So far that’s been exactly it. Now AI generated videos are primarily used to scam, deceive, and ragebait.
I really don't see the argument for this tech to be any kind of good, unless you think moving into an era where you cannot trust any image or video is somehow a neutral outcome, AND are happy about the people who are in control of this tech. which I guess captures a larger part of the HN crowd than I'd hoped
GenAI has presented tangible proof of such risks and is forcing society to reevaluate the way we trust evidence. In my eyes, it serves as an opportunity to improve our foundations of trust to something that relies less on the good will of random authorities onto something more objective.
Also, I haven't really seem anyone celebrating the large corporations who control AI tech. Could be simply the people I'm involved with, but most AI enthusiasts I've seem are more about, at least, open-weights AI models.
You could have said the same about say, pre-AI deceptively edited/ragebait/made up content going viral on FB, "actually this is good because soon people will realize they are being tricked/lied to, they'll think extra-critically before sharing dubious content next time".
Which has not happened. I can only see AI videos/images making the problem worse as people are fed personalized, narrowly targeted content that seem to perfectly appeal to their own beliefs/biases/emotions/etc.
Also, if anything it seems like we will have to trust authoritative groups more thanks to GenAI. If I have to consider every video on the internet from e.g. Iran as fake, I'm going to turn to NYT or WSJ who can be relied on to (usually) share only original content, or highly vetted 3rd party content.
I can't really provide a truly good solution, as this problem has large ramifications into philosophy and ethics, but I'd think it would involve solutions like attestation and certificates, and, primarily, thinking of shared media (text, images, videos, etc.) not as facts, but, strictly as allegations.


Work order. The number of lines below holding the string "caption" is the only answer wanted.

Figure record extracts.
____________________
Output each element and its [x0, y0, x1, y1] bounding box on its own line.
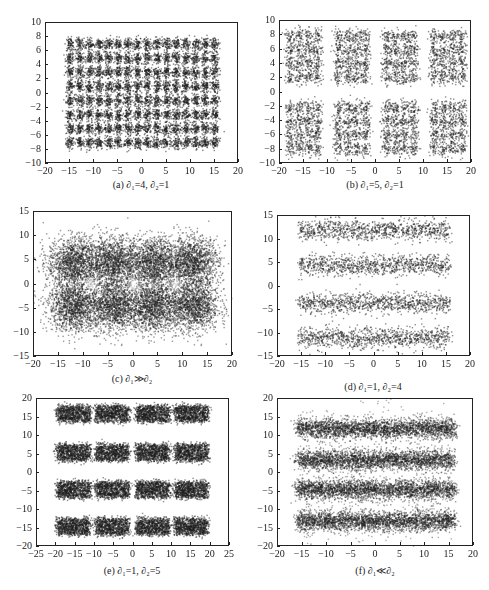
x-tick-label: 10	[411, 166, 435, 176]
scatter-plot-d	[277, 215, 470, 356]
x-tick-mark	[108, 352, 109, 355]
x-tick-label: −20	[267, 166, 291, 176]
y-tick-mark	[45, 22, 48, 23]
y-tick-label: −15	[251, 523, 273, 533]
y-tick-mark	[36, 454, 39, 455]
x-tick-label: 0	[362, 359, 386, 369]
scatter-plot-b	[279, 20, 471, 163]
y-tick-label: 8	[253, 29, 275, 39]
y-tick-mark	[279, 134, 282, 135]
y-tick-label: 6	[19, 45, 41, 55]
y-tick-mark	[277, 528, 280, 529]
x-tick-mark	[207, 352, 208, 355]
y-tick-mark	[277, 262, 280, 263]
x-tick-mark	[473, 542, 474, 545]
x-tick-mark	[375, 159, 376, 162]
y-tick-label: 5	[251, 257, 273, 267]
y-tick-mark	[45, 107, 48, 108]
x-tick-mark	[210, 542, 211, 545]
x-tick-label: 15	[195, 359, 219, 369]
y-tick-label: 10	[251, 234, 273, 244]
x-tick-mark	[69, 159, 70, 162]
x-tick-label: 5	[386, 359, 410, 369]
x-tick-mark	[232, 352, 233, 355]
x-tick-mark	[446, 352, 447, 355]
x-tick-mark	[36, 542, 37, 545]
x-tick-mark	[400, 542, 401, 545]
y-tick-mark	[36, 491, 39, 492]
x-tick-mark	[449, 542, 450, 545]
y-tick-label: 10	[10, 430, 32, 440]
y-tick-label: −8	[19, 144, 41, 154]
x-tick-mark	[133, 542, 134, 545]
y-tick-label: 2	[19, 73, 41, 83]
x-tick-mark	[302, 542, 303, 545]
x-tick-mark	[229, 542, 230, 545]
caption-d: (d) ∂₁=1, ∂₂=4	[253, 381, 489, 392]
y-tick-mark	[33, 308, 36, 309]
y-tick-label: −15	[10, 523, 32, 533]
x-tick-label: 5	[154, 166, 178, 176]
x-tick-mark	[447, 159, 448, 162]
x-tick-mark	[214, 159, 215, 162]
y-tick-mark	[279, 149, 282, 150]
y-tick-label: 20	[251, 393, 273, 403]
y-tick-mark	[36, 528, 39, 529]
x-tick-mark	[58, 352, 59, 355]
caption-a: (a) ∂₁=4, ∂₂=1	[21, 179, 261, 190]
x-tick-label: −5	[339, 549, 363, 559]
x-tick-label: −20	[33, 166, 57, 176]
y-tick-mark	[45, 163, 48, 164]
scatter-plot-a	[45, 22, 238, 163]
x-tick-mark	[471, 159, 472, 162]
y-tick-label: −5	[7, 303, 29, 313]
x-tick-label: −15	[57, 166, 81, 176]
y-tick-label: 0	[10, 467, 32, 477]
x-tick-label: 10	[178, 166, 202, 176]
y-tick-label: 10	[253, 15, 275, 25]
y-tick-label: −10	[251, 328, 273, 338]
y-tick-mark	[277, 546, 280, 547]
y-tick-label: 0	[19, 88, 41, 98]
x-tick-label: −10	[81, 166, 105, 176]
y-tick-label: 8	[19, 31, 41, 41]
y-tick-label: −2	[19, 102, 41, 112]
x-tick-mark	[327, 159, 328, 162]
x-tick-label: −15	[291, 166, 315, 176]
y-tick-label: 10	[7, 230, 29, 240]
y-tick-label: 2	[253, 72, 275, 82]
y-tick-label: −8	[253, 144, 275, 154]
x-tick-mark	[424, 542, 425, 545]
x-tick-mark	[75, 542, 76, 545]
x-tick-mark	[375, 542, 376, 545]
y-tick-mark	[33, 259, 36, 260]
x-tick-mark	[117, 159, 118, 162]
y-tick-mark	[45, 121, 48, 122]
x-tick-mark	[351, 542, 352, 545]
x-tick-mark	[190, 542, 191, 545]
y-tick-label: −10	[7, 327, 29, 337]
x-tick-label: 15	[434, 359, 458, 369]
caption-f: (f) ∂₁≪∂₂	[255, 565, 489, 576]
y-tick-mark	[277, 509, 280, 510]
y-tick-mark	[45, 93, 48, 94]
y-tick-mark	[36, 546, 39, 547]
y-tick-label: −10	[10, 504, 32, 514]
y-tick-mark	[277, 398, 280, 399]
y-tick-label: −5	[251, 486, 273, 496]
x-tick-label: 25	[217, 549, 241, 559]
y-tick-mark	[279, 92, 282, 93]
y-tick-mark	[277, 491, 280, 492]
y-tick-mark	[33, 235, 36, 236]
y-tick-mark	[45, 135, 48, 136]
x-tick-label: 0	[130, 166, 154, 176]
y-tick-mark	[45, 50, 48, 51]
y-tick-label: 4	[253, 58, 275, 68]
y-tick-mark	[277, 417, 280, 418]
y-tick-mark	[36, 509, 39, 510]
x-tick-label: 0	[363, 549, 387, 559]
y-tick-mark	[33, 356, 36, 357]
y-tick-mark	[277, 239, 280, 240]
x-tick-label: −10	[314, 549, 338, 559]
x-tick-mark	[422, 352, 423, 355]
____________________
Solution. 3